The reason will be displayed to describe this comment to others. Learn more.

This prevents removing the first block if there are more than one blocks in a stack. In principle, this is the same problem we have everywhere: removing a block might cause downstream issues if that block contributed to the "necessary" structure of the data. I don't think removal of the first block hast to be handled separately, if we have properly figured out how to handle this "the data is no longer compatible with (some) blocks" scenario.

Copy link
Collaborator Author

Choose a reason for hiding this comment

The reason will be displayed to describe this comment to others. Learn more.

We don't have such solution yet and we have to propose a temporary one. This code can easily be removed when we find out a better way.

Side note: I am actually not even sure if we should allow to remove the first block at all. Is there a case where the first block of a stack would not be a data_block? (For instance, add_block ensures that when the stack has 0 blocks, we can only include a data_block).

@DivadNojnarg
Copy link
Collaborator Author

What I don't fully understand is why we need block-level server logic to remove a block. Removal of a block to me is an operation applied to a stack. I'm fine with tacking this in a separate PR, if merging this is blocking you in another place. I just feel that changing the return type of the block module is a big change given that ideally blocks themselves are not really involved in this process. What do you think?

Yes that's a good point.

Blocks are modules (like the stack). The main issue with shiny is when you remove a UI element, the server part isn't:

As an example, in the workspace PR #124, I am facing issues because I am not doing this cleanup which totally corrupts the server part when I start to remove/add stacks (some inputs are still considered by observers while they should not).

It is easier to do this cleanup from the module (block) itself. If we wanted to do it from the stack, we would need to store all of the block server infrastructure (observers, ...) in a place where we can delete them. This is likely possible but I am not sure about the gain.

The last point is that each remove button is part of the block UI (like collapse, show code, ...). When we click on remove, we must return it's value to the stack, which is why I added an extra entry to the returned value. Without doing this, there is no way for the stack to know about what happens in a block. This could definitely change if we considered that the stack would be responsible from handling the current block toolbar UI and the block UI would be just the code/data output and fields. This might break what @JohnCoene did on the JS side. I am open to discuss this further.

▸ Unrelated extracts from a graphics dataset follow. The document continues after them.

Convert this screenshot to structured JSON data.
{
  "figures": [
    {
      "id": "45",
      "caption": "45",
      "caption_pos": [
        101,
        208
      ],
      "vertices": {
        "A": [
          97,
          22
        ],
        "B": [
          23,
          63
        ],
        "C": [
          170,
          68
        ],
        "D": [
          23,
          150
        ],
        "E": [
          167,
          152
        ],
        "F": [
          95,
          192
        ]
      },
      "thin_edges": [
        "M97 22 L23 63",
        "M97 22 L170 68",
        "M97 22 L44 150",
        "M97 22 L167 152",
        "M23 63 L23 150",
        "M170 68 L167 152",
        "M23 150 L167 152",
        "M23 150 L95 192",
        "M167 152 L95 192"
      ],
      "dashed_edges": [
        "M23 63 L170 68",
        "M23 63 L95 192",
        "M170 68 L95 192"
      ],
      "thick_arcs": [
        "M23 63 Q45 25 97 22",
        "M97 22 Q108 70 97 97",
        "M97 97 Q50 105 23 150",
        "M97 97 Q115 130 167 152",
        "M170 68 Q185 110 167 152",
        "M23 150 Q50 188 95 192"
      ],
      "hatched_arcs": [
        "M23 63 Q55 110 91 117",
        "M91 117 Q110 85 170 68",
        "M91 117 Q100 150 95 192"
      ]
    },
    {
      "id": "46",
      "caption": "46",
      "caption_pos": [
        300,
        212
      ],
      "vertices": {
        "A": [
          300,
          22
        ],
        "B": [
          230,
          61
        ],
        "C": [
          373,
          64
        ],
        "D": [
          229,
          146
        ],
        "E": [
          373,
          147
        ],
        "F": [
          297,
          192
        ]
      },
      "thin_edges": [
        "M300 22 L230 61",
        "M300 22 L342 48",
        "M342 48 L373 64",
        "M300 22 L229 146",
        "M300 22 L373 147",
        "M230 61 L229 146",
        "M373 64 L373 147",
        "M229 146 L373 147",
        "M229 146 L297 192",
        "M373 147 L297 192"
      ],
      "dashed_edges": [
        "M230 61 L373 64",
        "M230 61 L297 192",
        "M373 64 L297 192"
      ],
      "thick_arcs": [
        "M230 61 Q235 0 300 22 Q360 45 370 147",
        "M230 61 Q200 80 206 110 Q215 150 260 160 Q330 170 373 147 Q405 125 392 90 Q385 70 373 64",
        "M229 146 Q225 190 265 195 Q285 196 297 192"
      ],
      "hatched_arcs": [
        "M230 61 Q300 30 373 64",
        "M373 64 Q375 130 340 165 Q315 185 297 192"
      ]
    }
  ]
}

Maybe @JohnCoene you have ideas here.

@DivadNojnarg DivadNojnarg changed the title Rework block remove Cleanup module: block, stack ... Dec 19, 2023
@DivadNojnarg
Copy link
Collaborator Author

cc @nbenn.

#132 and #119 overlap:

DivadNojnarg added a commit that referenced this pull request Dec 20, 2023
Sign up for free to join this conversation on GitHub. Already have an account? Sign in to comment
Labels
None yet
Projects
None yet
Development

Successfully merging this pull request may close these issues.